By Alpha Amadu Jalloh
The International Monetary Fund is not known for jokes. If the IMF ever cracks a smile, presidents panic. So when the IMF clears its throat and gently suggests that a government should reduce domestic and overseas travel, it is not being polite. It is quietly screaming into a spreadsheet.
The IMF does not shout. It whispers. It does not embarrass governments. It documents them. It does not accuse. It recommends. And when it recommends cutting travel, it is because the country has reached the economic equivalent of being advised to stop ordering dessert while the kitchen is already on fire.
Sierra Leone today is that kitchen.
Inflation is biting. Public services are gasping for air. Citizens have become professional survivors, stretching salaries the way magicians stretch scarves. And yet, somewhere between Freetown and every international conference that offers a microphone and a photo backdrop, our leadership continues to travel as if movement itself were a development strategy.
The IMF noticed. Calmly. Respectfully. Like a doctor telling a patient to reduce salt intake while already preparing the emergency room.
The Fund advised the reduction of non-essential spending, including domestic and overseas travel. No drama. No politics. No personal attacks. Just numbers, trends, and the uncomfortable conclusion that the country cannot afford the lifestyle it is currently performing.
Let us be honest. Leadership travel in Sierra Leone is never described as travel. It is always described as engagement. Strategic engagement. High level engagement. Productive engagement. If engagement alone built roads, hospitals, and electricity, Sierra Leone would already be exporting surplus development to its neighbours.
Travel has become governance theatre. A press release here. A handshake there. A photograph where everyone looks important while the nation back home looks increasingly exhausted. Each trip promises partnerships. Each return delivers explanations.
Government travel is not a crime. Diplomacy matters. International presence has value. But timing matters. Frequency matters. Optics matter. When citizens are being asked to endure hardship, when subsidies disappear faster than press statements, when nurses improvise care and teachers improvise hope, leadership visibility at home stops being optional. It becomes essential.
The IMF understands this, even if it will never say it in plain language. That is why travel is listed alongside discretionary spending. Not alongside hospitals. Not alongside security. Discretionary. Optional. Nice to have. Not necessary for survival.
This is where the comedy becomes uncomfortable.
Every overseas trip is not just a plane ticket. It is an entourage. Delegations that multiply mysteriously. Hotels where electricity is taken for granted. Per diems that quietly outperform monthly wages. Protocol so elaborate it deserves its own budget line. All funded by a public that is told daily to tighten belts while leadership keeps discovering new holes.
The opportunity cost is painfully real. One fewer trip could mean drugs arriving on time. One smaller delegation could mean disaster preparedness that actually prepares. One cancelled conference could mean a President present during a national crisis instead of sending sympathy from a different time zone.
Leadership presence matters. When leaders stay, people feel seen. When leaders leave repeatedly, people start wondering whether the country is being governed by email autoresponder.
The IMF understands something political advisers often forget. Fiscal discipline is behavioural. You cannot preach austerity while practising comfort. You cannot ask citizens to sacrifice while leadership refuses inconvenience. You cannot sell belt tightening from the comfort of a reclining seat at thirty thousand feet.
It is important to say clearly that the IMF did not name President Julius Maada Bio. It did not need to. In systems where power is concentrated, leadership habits become national habits. When the President flies often, ministers pack bags. When restraint is absent at the top, excess spreads downward like a bad example with good funding.
There is also a warning hidden inside the politeness. IMF advice begins softly. It ends firmly. Recommendations become conditions. Suggestions become requirements. Sierra Leone has seen this story before. The ending is never funny, no matter how calm the opening chapters sound.
This moment does not call for defensiveness. It calls for self awareness. Fewer trips. Smaller delegations. Clear justification for essential travel. And most importantly, a stronger physical presence at home. These actions would not weaken leadership. They would strengthen it.
Leadership by example is the cheapest reform available. It requires no donor conference. No feasibility study. No international applause. Just restraint. And restraint builds trust faster than any speech delivered abroad.
The IMF report should not be treated like background music for technocrats. It is a mirror. Parliament should look into it. Civil society should hold it up. The media should read beyond the summary. Citizens should understand that behind the polite language lies a blunt truth. The money is running out. Patience is already gone.
This is not a call for isolation. It is a call for presence. Not fewer friends abroad, but more seriousness at home. Not less diplomacy, but more discipline. Not more miles, but more meaning.
History will not remember how many conferences were attended or how many airport lounges were conquered. It will remember whether leadership understood the moment. Whether restraint replaced routine. Whether the President chose to be present while the nation was in pain.
The IMF has spoken softly. Sierra Leone is bleeding loudly. The joke is over.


Problem requirements. Find the line that contains "Decompose this screenshot" in the records below, then repeat exactly that line and each one after it, leaving pictures out.

========================================

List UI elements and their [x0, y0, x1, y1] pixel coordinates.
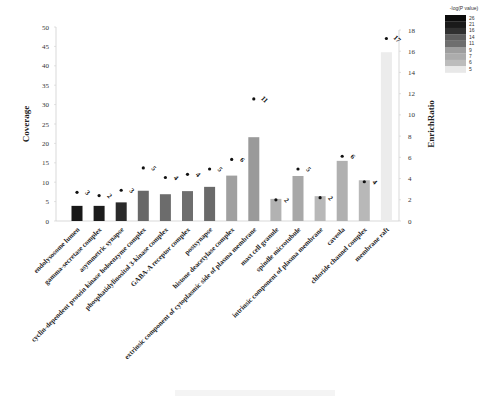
y2-tick-label: 12 — [408, 90, 416, 98]
legend-swatch — [445, 53, 466, 60]
x-category-label: phosphatidylinositol 3-kinase complex — [84, 225, 171, 312]
bar — [293, 176, 304, 221]
bar — [94, 206, 105, 221]
legend-title: -log(P value) — [450, 5, 479, 11]
legend-value: 11 — [469, 40, 474, 46]
bar — [381, 52, 392, 221]
legend-swatch — [445, 15, 466, 22]
y2-tick-label: 14 — [408, 69, 416, 77]
gene-count-label: 4 — [194, 171, 202, 179]
x-category-label: mast cell granule — [239, 226, 281, 268]
gene-count-label: 11 — [259, 94, 270, 105]
enrich-ratio-marker — [75, 191, 78, 194]
bar — [204, 187, 215, 221]
legend-value: 14 — [469, 34, 475, 40]
gene-count-label: 2 — [282, 196, 290, 204]
enrich-ratio-marker — [296, 167, 299, 170]
x-axis-labels: endolysosome lumengamma-secretase comple… — [30, 225, 392, 361]
gene-count-label: 3 — [128, 187, 136, 195]
legend-swatch — [445, 41, 466, 48]
enrich-markers-group: 32354456112526417 — [75, 34, 402, 205]
gene-count-label: 17 — [392, 34, 403, 45]
gene-count-label: 4 — [172, 174, 180, 182]
enrich-ratio-marker — [341, 155, 344, 158]
gene-count-label: 2 — [105, 192, 113, 200]
y-tick-label: 50 — [42, 24, 50, 32]
enrich-ratio-marker — [319, 196, 322, 199]
bar — [315, 196, 326, 221]
gene-count-label: 4 — [371, 178, 379, 186]
figure-caption — [175, 390, 335, 396]
legend-swatch — [445, 47, 466, 54]
bar — [270, 199, 281, 221]
legend-swatch — [445, 66, 466, 73]
legend-value: 7 — [469, 53, 472, 59]
enrich-ratio-marker — [142, 166, 145, 169]
legend-value: 6 — [469, 59, 472, 65]
enrich-ratio-marker — [363, 180, 366, 183]
bar — [116, 202, 127, 221]
gene-count-label: 5 — [150, 164, 158, 172]
enrich-ratio-marker — [274, 198, 277, 201]
right-y-axis: 024681012141618 — [399, 27, 416, 226]
legend-swatch — [445, 60, 466, 67]
y2-tick-label: 0 — [408, 218, 412, 226]
y2-tick-label: 8 — [408, 133, 412, 141]
enrich-ratio-marker — [385, 37, 388, 40]
legend-swatch — [445, 28, 466, 35]
y-tick-label: 10 — [42, 179, 50, 187]
y-axis-title: Coverage — [21, 106, 31, 142]
y2-tick-label: 6 — [408, 154, 412, 162]
gene-count-label: 6 — [238, 156, 246, 164]
bar — [248, 137, 259, 221]
legend-value: 21 — [469, 21, 475, 27]
enrich-ratio-marker — [164, 176, 167, 179]
legend-value: 26 — [469, 15, 475, 21]
y-tick-label: 45 — [42, 43, 50, 51]
y-tick-label: 30 — [42, 101, 50, 109]
legend-value: 5 — [469, 66, 472, 72]
gene-count-label: 5 — [304, 166, 312, 174]
enrich-ratio-marker — [208, 167, 211, 170]
enrich-ratio-marker — [252, 97, 255, 100]
y-tick-label: 35 — [42, 82, 50, 90]
bar — [359, 180, 370, 221]
enrich-ratio-marker — [186, 173, 189, 176]
enrich-ratio-marker — [230, 158, 233, 161]
bar — [182, 191, 193, 221]
gene-count-label: 3 — [83, 189, 91, 197]
y2-tick-label: 18 — [408, 27, 416, 35]
y2-tick-label: 16 — [408, 48, 416, 56]
y2-tick-label: 4 — [408, 175, 412, 183]
enrich-ratio-marker — [98, 194, 101, 197]
y-tick-label: 20 — [42, 140, 50, 148]
y-tick-label: 15 — [42, 159, 50, 167]
y-tick-label: 0 — [46, 218, 50, 226]
bars-group — [72, 52, 392, 221]
enrich-ratio-marker — [120, 189, 123, 192]
coverage-enrichment-chart: 05101520253035404550 024681012141618 Cov… — [0, 0, 487, 401]
y2-axis-title: EnrichRatio — [426, 100, 436, 148]
legend-value: 16 — [469, 27, 475, 33]
legend: -log(P value)26211614119765 — [445, 5, 478, 73]
legend-swatch — [445, 34, 466, 41]
y2-tick-label: 10 — [408, 111, 416, 119]
y-tick-label: 25 — [42, 121, 50, 129]
y2-tick-label: 2 — [408, 196, 412, 204]
bar — [226, 176, 237, 221]
bar — [138, 191, 149, 221]
legend-swatch — [445, 21, 466, 28]
gene-count-label: 5 — [216, 166, 224, 174]
bar — [72, 206, 83, 221]
legend-value: 9 — [469, 47, 472, 53]
gene-count-label: 6 — [349, 153, 357, 161]
bar — [337, 161, 348, 221]
bar — [160, 194, 171, 221]
y-tick-label: 40 — [42, 62, 50, 70]
gene-count-label: 2 — [326, 194, 334, 202]
y-tick-label: 5 — [46, 198, 50, 206]
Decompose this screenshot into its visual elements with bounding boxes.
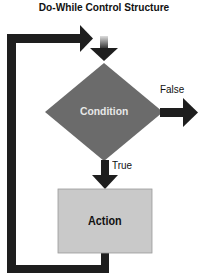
- flowchart: [0, 0, 208, 273]
- false-label: False: [160, 83, 184, 95]
- false-arrow: [160, 98, 198, 127]
- action-label: Action: [88, 214, 122, 228]
- true-label: True: [112, 159, 132, 171]
- condition-label: Condition: [80, 105, 128, 117]
- entry-arrow: [90, 36, 118, 61]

========================================

Response to this task.
Decompose this screenshot into its visual elements with bounding boxes.
- flowchart: [0, 0, 208, 273]
- false-label: False: [160, 83, 184, 95]
- false-arrow: [160, 98, 198, 127]
- action-label: Action: [88, 214, 122, 228]
- true-label: True: [112, 159, 132, 171]
- condition-label: Condition: [80, 105, 128, 117]
- entry-arrow: [90, 36, 118, 61]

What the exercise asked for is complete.